Cost on the Gemini side: a few cents per image, a handful of dollars total for the whole batch. Trivial next to the $1,500+ on the audio dub. With the thumbnail sorted, the channel’s English conversion is finally buttoned up — ElevenLabs v3 cloning the voice over hand-curated English .srt files, and Nano Banana Pro editing the image so the title matches the audio.
The conclusion, which is the title of this post
When Qwen3 TTS dropped, the hype was calling it an “ElevenLabs killer”. I spent weeks trying to live with that premise in practice, with real content shipping every week. And what I found is that open source TTS is still miles behind ElevenLabs. The gap is large, and it’s a gap that shows up precisely when you step off the 5-second demo tweet and put the model to work on a real 30-minute weekly podcast.
In practice, Qwen3 doesn’t even beat ElevenLabs’ v2 model. v3, which is the current one, is still a step above v2. The prosody comes out better, the inline emotion tags work in Portuguese and English without effort, and the API stays up without you maintaining a server. The cost per character is a bit higher, but for my current volume it sits comfortably within budget and gives me back the hours I was spending on GPU babysitting.

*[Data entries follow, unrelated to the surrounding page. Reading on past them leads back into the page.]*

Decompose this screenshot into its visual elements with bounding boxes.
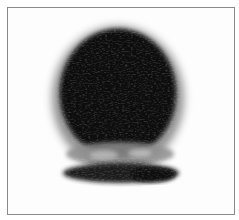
blob-light-speck: [128, 149, 152, 157]
blob-base-texture: [63, 158, 183, 184]
ink-blob-image: [8, 8, 234, 214]
image-frame: [7, 7, 235, 215]
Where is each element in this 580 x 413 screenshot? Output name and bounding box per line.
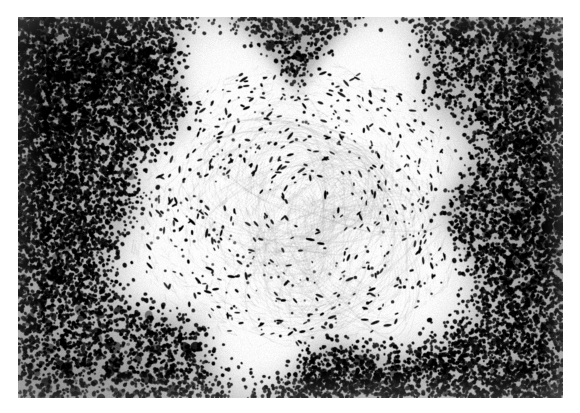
photomicrograph-image	[18, 17, 563, 398]
micrograph-canvas	[18, 17, 563, 398]
figure-page	[0, 0, 580, 413]
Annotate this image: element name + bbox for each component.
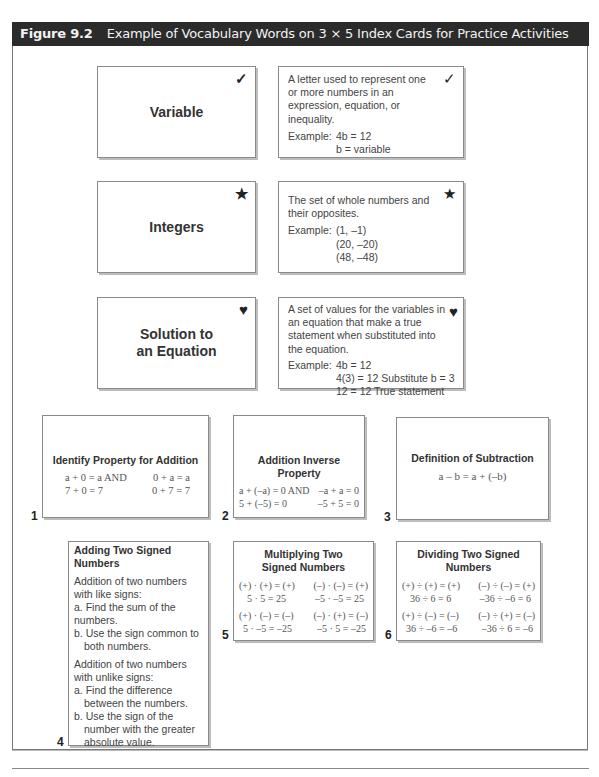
card-number-2: 2: [222, 509, 229, 523]
formula: a – b = a + (–b): [403, 470, 542, 482]
card-number-4: 4: [57, 735, 64, 749]
formula-row: 5 + (–5) = 0 –5 + 5 = 0: [239, 497, 359, 510]
definition-text: A letter used to represent one or more n…: [288, 73, 454, 126]
formula: (+) ÷ (+) = (+): [402, 579, 460, 592]
term-card-solution: ♥ Solution to an Equation: [97, 297, 256, 389]
formula-row: (+) ÷ (–) = (–) (–) ÷ (+) = (–): [402, 609, 535, 622]
card-number-6: 6: [385, 628, 392, 642]
formula: –36 ÷ –6 = 6: [480, 592, 531, 605]
heart-icon: ♥: [449, 304, 458, 319]
example-label: Example:: [288, 359, 336, 399]
formula-row: 5 · –5 = –25 –5 · 5 = –25: [239, 622, 368, 635]
card-title: Definition of Subtraction: [403, 452, 542, 465]
figure-label: Figure 9.2: [20, 26, 93, 41]
formula: a + (–a) = 0 AND: [239, 484, 309, 497]
formula: 5 · 5 = 25: [247, 592, 286, 605]
star-icon: ★: [443, 186, 456, 201]
example-label: Example:: [288, 224, 336, 264]
formula-row: 36 ÷ 6 = 6 –36 ÷ –6 = 6: [402, 592, 535, 605]
formula: 36 ÷ 6 = 6: [410, 592, 451, 605]
formula-row: (+) · (+) = (+) (–) · (–) = (+): [239, 579, 368, 592]
check-mark-icon: ✓: [443, 71, 456, 86]
example-line: 4b = 12: [336, 130, 391, 143]
card-number-5: 5: [222, 628, 229, 642]
card-title: Multiplying Two Signed Numbers: [239, 548, 368, 574]
property-card-6: Dividing Two Signed Numbers (+) ÷ (+) = …: [396, 541, 541, 641]
heart-icon: ♥: [239, 302, 248, 317]
term-card-variable: ✓ Variable: [97, 66, 256, 158]
figure-header: Figure 9.2 Example of Vocabulary Words o…: [12, 22, 589, 46]
term-text-line2: an Equation: [136, 343, 216, 360]
like-signs-steps: a. Find the sum of the numbers. b. Use t…: [74, 601, 203, 653]
formula-row: (+) · (–) = (–) (–) · (+) = (–): [239, 609, 368, 622]
formula: (–) ÷ (–) = (+): [478, 579, 535, 592]
card-number-3: 3: [384, 510, 391, 524]
term-card-integers: ★ Integers: [97, 181, 256, 273]
formula: 5 · –5 = –25: [243, 622, 292, 635]
card-number-1: 1: [31, 509, 38, 523]
like-signs-intro: Addition of two numbers with like signs:: [74, 575, 203, 601]
formula-row: 36 ÷ –6 = –6 –36 ÷ 6 = –6: [402, 622, 535, 635]
example-line: 12 = 12 True statement: [336, 385, 455, 398]
step: a. Find the sum of the numbers.: [74, 601, 203, 627]
formula: 7 + 0 = 7: [65, 484, 103, 497]
example: Example: 4b = 12 4(3) = 12 Substitute b …: [288, 359, 454, 399]
formula: (–) · (–) = (+): [313, 579, 368, 592]
formula-row: 5 · 5 = 25 –5 · –5 = 25: [239, 592, 368, 605]
unlike-signs-steps: a. Find the difference between the numbe…: [74, 684, 203, 749]
property-card-1: Identify Property for Addition a + 0 = a…: [42, 415, 209, 518]
formula: –36 ÷ 6 = –6: [482, 622, 533, 635]
star-icon: ★: [235, 186, 248, 201]
example: Example: (1, –1) (20, –20) (48, –48): [288, 224, 454, 264]
step: a. Find the difference between the numbe…: [74, 684, 203, 710]
card-title: Adding Two Signed Numbers: [74, 544, 203, 570]
example-line: b = variable: [336, 143, 391, 156]
formula-row: a + 0 = a AND 0 + a = a: [51, 471, 200, 484]
formula: 0 + a = a: [153, 471, 190, 484]
formula: –5 · –5 = 25: [315, 592, 364, 605]
property-card-4: Adding Two Signed Numbers Addition of tw…: [68, 541, 209, 746]
bottom-rule: [12, 768, 589, 769]
example: Example: 4b = 12 b = variable: [288, 130, 454, 156]
example-line: (1, –1): [336, 224, 378, 237]
definition-text: A set of values for the variables in an …: [288, 303, 454, 356]
unlike-signs-intro: Addition of two numbers with unlike sign…: [74, 658, 203, 684]
formula: (+) · (–) = (–): [239, 609, 294, 622]
formula: –a + a = 0: [319, 484, 359, 497]
example-label: Example:: [288, 130, 336, 156]
figure-title: Example of Vocabulary Words on 3 × 5 Ind…: [107, 26, 569, 41]
example-line: 4b = 12: [336, 359, 455, 372]
formula-row: (+) ÷ (+) = (+) (–) ÷ (–) = (+): [402, 579, 535, 592]
definition-card-solution: ♥ A set of values for the variables in a…: [278, 297, 464, 389]
formula: (+) ÷ (–) = (–): [402, 609, 459, 622]
formula-row: a + (–a) = 0 AND –a + a = 0: [239, 484, 359, 497]
card-title: Addition Inverse Property: [239, 454, 359, 480]
term-text: Variable: [150, 104, 204, 121]
card-title: Identify Property for Addition: [51, 454, 200, 467]
step: b. Use the sign of the number with the g…: [74, 710, 203, 749]
formula-row: 7 + 0 = 7 0 + 7 = 7: [51, 484, 200, 497]
formula: –5 + 5 = 0: [318, 497, 359, 510]
check-mark-icon: ✓: [235, 71, 248, 86]
example-line: (48, –48): [336, 251, 378, 264]
property-card-3: Definition of Subtraction a – b = a + (–…: [396, 417, 549, 520]
example-line: (20, –20): [336, 238, 378, 251]
formula: (+) · (+) = (+): [239, 579, 295, 592]
property-card-2: Addition Inverse Property a + (–a) = 0 A…: [233, 415, 365, 518]
example-line: 4(3) = 12 Substitute b = 3: [336, 372, 455, 385]
definition-card-integers: ★ The set of whole numbers and their opp…: [278, 181, 464, 273]
term-text-line1: Solution to: [140, 326, 213, 343]
step: b. Use the sign common to both numbers.: [74, 627, 203, 653]
card-title: Dividing Two Signed Numbers: [402, 548, 535, 574]
formula: 0 + 7 = 7: [152, 484, 190, 497]
formula: 36 ÷ –6 = –6: [406, 622, 457, 635]
definition-card-variable: ✓ A letter used to represent one or more…: [278, 66, 464, 158]
property-card-5: Multiplying Two Signed Numbers (+) · (+)…: [233, 541, 374, 641]
formula: 5 + (–5) = 0: [239, 497, 287, 510]
formula: (–) ÷ (+) = (–): [478, 609, 535, 622]
formula: a + 0 = a AND: [65, 471, 127, 484]
term-text: Integers: [149, 219, 203, 236]
formula: –5 · 5 = –25: [317, 622, 366, 635]
definition-text: The set of whole numbers and their oppos…: [288, 194, 454, 220]
formula: (–) · (+) = (–): [313, 609, 368, 622]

The lesson here is the same one the LLM crowd is learning slowly. A 30-second demo tweet is one thing, production is a completely different thing. Open source has its niche, mainly when you have sensitive data that can’t leave the house, or when you have tons of idle GPU and little recurring budget. But for serious TTS use in a commercial product, here in April 2026, ElevenLabs is still untouchable. Qwen3 didn’t kill anyone.